Work to complete
The result is the exact lines from the one containing "At what (x,y)" through the final line of the entries; leave out the pictures.

The data

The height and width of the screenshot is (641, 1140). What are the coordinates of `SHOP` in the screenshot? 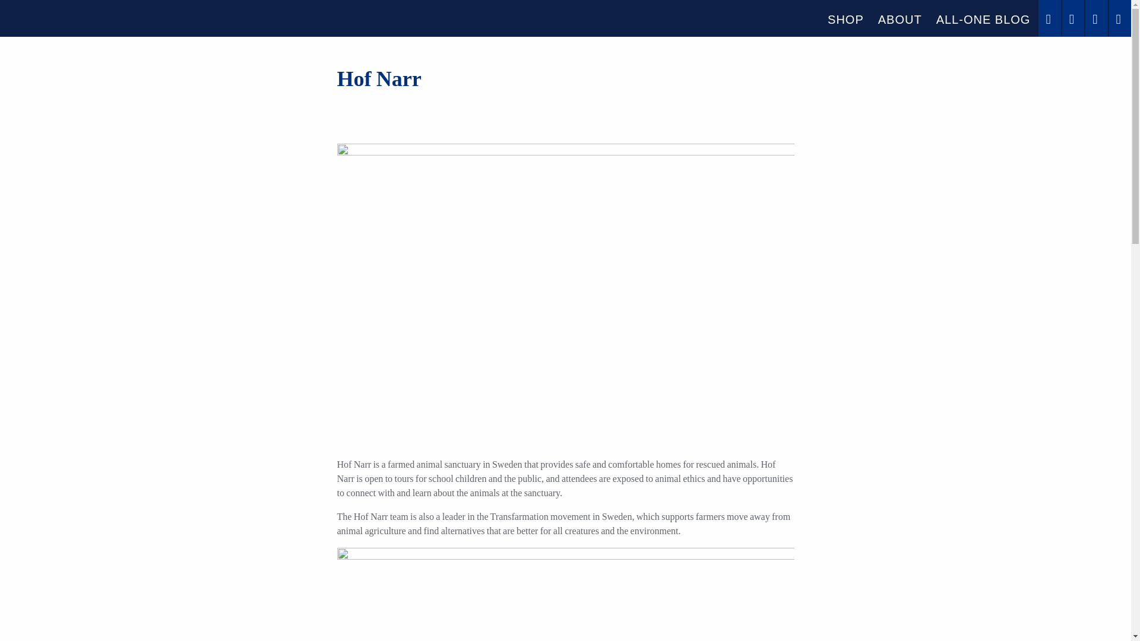 It's located at (846, 18).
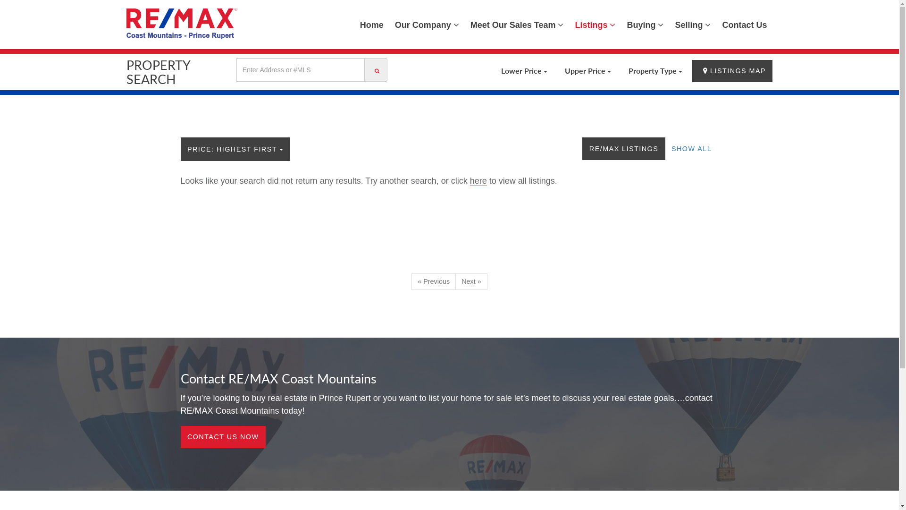 The image size is (906, 510). What do you see at coordinates (624, 148) in the screenshot?
I see `RE/MAX LISTINGS` at bounding box center [624, 148].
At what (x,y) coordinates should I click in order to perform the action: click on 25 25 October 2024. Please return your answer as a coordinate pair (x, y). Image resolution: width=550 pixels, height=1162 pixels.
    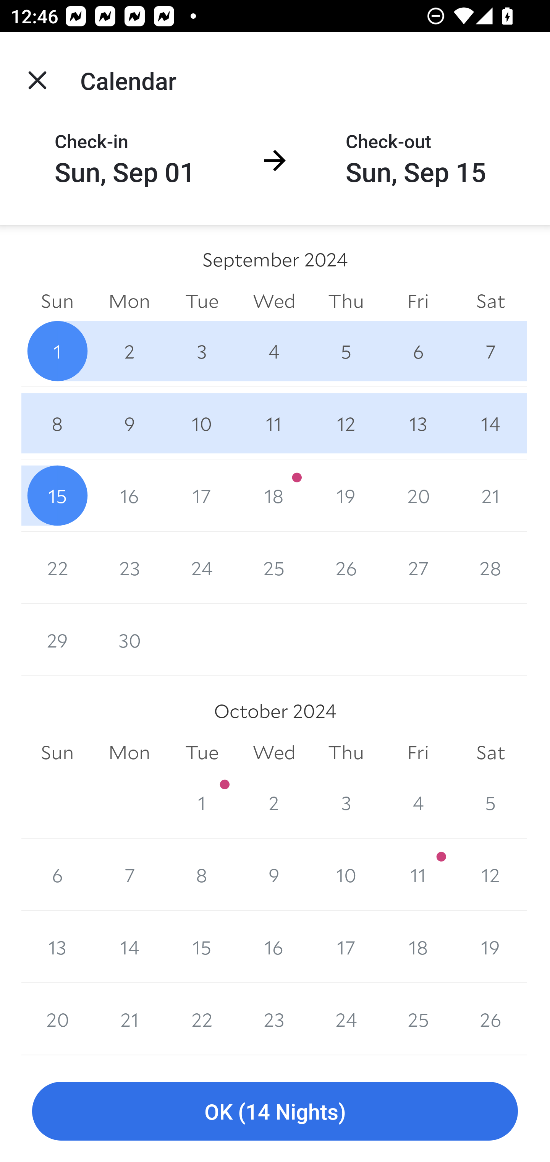
    Looking at the image, I should click on (418, 1019).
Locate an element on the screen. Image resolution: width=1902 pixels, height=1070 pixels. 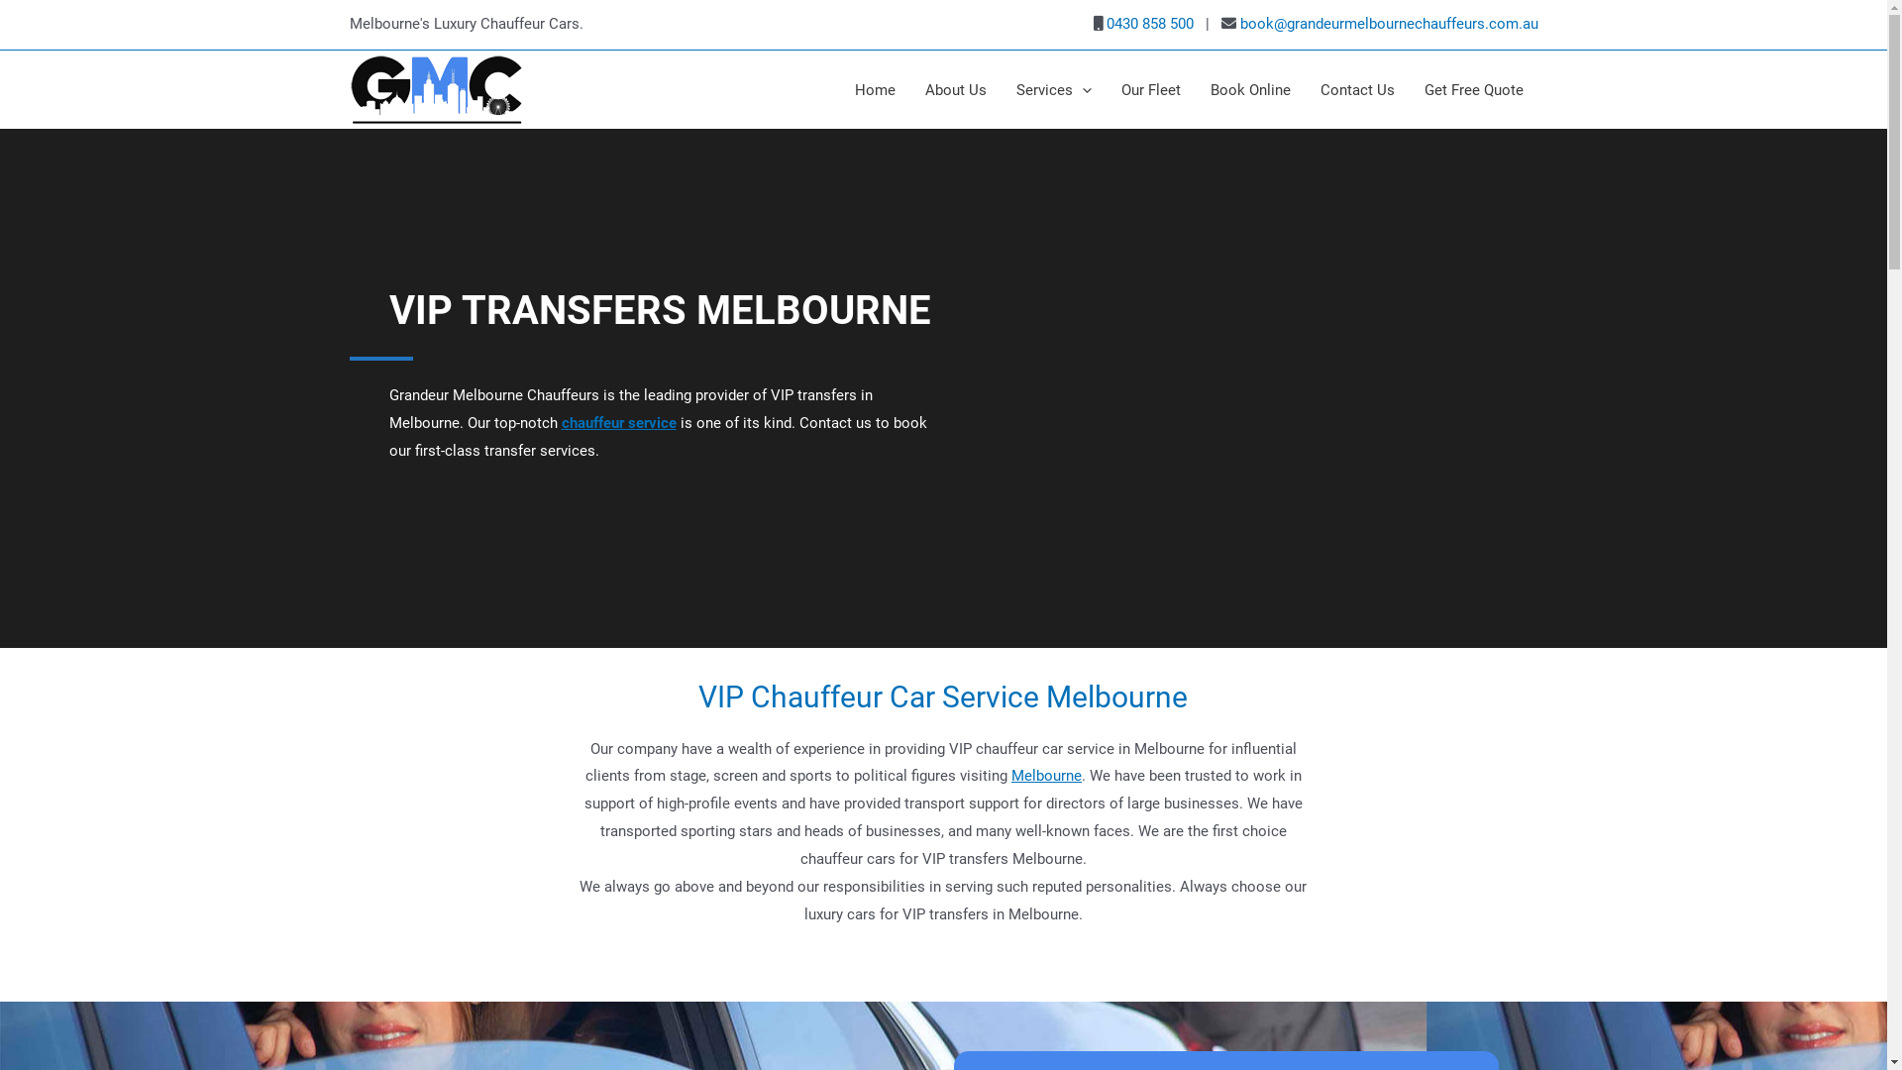
About Us is located at coordinates (955, 90).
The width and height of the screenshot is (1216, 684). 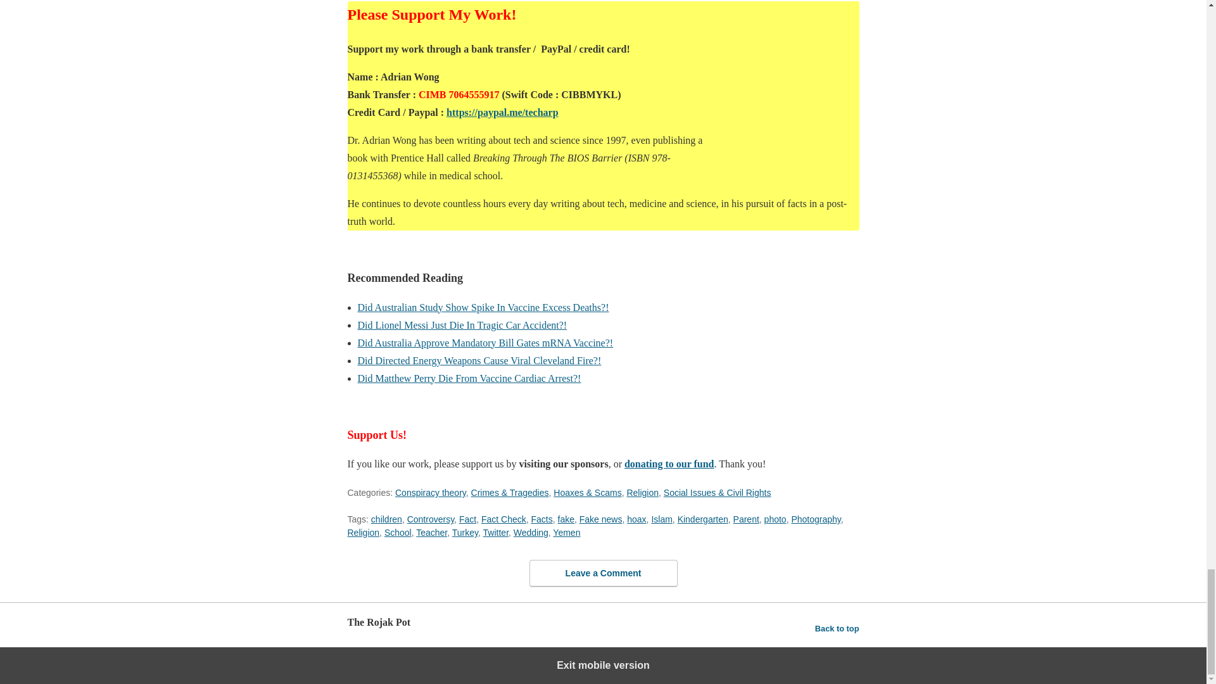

Result
At what (x,y) coordinates should I click in order to perform the action: click on 25 25 October 2024. Please return your answer as a coordinate pair (x, y). Image resolution: width=550 pixels, height=1162 pixels.
    Looking at the image, I should click on (418, 1019).
Locate an element on the screen. Image resolution: width=1902 pixels, height=1070 pixels. 
About Us is located at coordinates (955, 90).
The width and height of the screenshot is (1216, 684). 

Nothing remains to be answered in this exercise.